Weinrebe Lecture: Jenny Uglow, ‘A Year with Gilbert White’
This is an in-person event that is free and open to all. Registration is not required.
Information for visitors: The University of Birmingham Arts Building is in the red zone on this Campus map. Trains run regularly from Birmingham New Street to ‘University’ rail station, bringing you right onto campus. For drivers we recommend the multi-storey North-East Car Park, off Pritchatt’s Road. Visitors might like to leave time to explore the university buildings, for example, the public sculpture on this trail.
Queries regarding this event should be addressed to Niamh Lawlor or Alexandra Harris.
Weinrebe Lecture:
Jenny Uglow, ‘A Year with Gilbert White’
This annual lecture is a collaboration between OCLW and the University of Birmingham’s ‘Arts of Place’ research network.

In this lecture, Jenny Uglow OBE will discuss her new book, A Year With Gilbert White: The Story of a Nature Writer (to be published by Faber this September). Jenny is the author of highly acclaimed biographies and histories, including the classic of Midlands history, The Lunar Men: The Friends Who Made the Future. The talk forms part of our ‘Pioneers of Local Thinking’ series.
A Year With Gilbert White

In 1781, the year this talk springs from, Gilbert White was a country curate in the Hampshire village he had known all his life. He kept journals for many years and was now halfway through completing his Natural History of Selbourne - in print since 1789 , paving the way for later naturalists. No one had written like this before, with such close observation, humour, and sympathy.
Often called ‘the father of ecology’, White noted the results of ‘watching narrowly’ in his Naturalist’s Journal. Through this we follow the seasons, from frost to drought, noting everything from the migration of birds to the sex lives of snails, and the vagaries of village life—a determined local record, imbued with a profound sense of place.

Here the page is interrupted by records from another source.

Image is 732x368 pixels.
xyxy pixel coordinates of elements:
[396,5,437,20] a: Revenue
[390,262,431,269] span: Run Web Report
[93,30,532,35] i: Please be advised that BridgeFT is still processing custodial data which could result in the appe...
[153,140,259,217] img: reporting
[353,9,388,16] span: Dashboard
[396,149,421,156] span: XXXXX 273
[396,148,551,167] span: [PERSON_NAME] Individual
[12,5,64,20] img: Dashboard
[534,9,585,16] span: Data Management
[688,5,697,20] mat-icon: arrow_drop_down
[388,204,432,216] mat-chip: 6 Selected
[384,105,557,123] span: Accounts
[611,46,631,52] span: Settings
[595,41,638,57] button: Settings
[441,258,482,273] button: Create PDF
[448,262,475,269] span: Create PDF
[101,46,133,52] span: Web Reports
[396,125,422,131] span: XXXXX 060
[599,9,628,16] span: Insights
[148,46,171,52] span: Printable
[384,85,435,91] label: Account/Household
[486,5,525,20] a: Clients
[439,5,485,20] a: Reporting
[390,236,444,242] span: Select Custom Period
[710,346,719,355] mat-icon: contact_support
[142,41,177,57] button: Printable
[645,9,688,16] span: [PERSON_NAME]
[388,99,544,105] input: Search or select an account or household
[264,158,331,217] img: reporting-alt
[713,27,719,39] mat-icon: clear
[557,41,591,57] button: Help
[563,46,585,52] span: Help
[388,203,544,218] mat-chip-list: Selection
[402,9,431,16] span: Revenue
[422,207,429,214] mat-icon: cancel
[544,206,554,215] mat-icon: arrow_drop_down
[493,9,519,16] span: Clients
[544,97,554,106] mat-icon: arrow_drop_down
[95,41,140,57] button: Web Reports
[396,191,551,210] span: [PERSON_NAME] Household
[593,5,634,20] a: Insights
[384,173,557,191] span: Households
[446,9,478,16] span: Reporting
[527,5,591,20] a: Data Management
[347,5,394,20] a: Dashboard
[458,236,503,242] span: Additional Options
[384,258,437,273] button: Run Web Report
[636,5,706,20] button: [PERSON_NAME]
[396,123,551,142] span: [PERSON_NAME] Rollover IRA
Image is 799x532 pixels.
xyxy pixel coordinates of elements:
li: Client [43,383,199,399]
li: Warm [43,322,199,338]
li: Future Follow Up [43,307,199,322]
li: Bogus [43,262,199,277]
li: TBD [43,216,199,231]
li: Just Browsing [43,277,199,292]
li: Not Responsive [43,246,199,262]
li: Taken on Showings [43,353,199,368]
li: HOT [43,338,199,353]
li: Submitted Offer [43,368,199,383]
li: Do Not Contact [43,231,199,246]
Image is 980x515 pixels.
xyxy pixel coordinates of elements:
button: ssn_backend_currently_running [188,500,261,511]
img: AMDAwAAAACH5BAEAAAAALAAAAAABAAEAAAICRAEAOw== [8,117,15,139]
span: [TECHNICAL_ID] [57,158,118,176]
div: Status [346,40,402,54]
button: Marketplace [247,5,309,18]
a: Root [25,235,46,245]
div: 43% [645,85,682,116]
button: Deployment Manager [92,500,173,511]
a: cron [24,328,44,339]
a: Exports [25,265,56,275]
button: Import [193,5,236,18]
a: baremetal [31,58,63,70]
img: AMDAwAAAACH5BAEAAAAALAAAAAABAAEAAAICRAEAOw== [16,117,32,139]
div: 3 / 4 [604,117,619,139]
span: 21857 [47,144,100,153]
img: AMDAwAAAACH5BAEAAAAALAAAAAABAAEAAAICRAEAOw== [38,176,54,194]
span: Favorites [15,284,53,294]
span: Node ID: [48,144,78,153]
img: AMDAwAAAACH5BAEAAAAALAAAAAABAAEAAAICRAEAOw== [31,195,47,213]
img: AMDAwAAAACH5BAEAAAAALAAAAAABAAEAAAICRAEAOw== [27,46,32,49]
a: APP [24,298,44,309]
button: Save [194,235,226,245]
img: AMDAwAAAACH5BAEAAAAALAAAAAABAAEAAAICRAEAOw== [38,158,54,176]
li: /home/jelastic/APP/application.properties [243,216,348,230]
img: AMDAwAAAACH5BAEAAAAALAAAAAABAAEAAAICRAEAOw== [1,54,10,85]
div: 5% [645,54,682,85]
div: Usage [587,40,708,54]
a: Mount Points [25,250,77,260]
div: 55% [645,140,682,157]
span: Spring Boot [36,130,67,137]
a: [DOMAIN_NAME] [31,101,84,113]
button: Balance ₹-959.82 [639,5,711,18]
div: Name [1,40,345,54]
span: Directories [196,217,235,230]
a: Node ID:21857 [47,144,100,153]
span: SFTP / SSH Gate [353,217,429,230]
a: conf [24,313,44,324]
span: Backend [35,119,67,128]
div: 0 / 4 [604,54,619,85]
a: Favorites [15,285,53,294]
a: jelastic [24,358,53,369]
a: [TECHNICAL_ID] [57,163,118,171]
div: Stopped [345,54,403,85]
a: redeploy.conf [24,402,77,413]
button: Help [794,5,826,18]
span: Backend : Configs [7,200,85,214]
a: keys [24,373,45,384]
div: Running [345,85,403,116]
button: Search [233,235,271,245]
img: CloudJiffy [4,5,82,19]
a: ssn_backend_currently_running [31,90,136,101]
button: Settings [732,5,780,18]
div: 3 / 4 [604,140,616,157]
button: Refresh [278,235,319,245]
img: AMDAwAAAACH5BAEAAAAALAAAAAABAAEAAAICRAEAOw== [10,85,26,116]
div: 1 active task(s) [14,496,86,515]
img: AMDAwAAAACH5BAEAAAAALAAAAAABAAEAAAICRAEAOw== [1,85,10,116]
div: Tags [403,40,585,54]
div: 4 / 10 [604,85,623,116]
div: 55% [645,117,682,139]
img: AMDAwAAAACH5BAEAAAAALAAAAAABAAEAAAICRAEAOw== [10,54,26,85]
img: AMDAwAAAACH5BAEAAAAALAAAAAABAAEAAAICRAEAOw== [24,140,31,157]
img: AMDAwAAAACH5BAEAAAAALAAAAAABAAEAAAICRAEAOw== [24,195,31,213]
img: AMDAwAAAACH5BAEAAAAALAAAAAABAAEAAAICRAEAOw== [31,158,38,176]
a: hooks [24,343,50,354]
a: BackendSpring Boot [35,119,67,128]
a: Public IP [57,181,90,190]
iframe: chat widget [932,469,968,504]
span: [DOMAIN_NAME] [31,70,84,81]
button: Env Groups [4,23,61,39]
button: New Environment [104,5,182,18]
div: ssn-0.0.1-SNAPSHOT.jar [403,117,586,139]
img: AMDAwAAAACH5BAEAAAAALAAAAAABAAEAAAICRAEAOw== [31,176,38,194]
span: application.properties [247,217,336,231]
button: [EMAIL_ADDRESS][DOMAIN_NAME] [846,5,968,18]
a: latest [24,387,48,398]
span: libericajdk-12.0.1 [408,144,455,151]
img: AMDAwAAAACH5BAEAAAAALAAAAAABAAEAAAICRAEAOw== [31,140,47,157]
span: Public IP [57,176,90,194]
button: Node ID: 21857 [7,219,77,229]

Credit: Cassie Marendziuk-Uglow
Speaker Details:
A former editorial director of Chatto & Windus, and previous Chair of the Council of the Royal Society of Literature, Jenny Uglow is a biographer and historian. Her books on scientists, writers and artists include The Lunar Men: The Friends Who Made the Future, In These Times: Living in Britain through Napoleon’s Wars and Nature’s Engraver: A Life of Thomas Bewick, as well as Edward Lear: A Life of Art and Nonsense - her book on Gilbert White will be published in September 2025.
About the ‘Arts of Place’ Research Network:
Based in the Department of English at the University of Birmingham, Arts of Place is led by Alexandra Harris and Jessica Fay. The Network is interested in how places are imagined and represented; why ‘sense of place’ matters to individuals and communities; how responsiveness to a particular patch of ground, or a view, or a building, or the route of a journey can open up powerful ideas that connect people across time and across the world. Further details about the ‘Arts of Place’ research network can be found here.
Further Details and Contacts:
After the event, join us for a complimentary wine reception.
This is an in-person event that is free and open to all. Registration is not required.
Information for visitors: The University of Birmingham Arts Building is in the red zone on this Campus map. Trains run regularly from Birmingham New Street to ‘University’ rail station, bringing you right onto campus. For drivers, we recommend the multi-storey North-East Car Park, off Pritchatt’s Road. Visitors might like to leave time to explore the university buildings, for example, the public sculpture on this trail.
Queries regarding this event should be addressed to Niamh Lawlor or Alexandra Harris.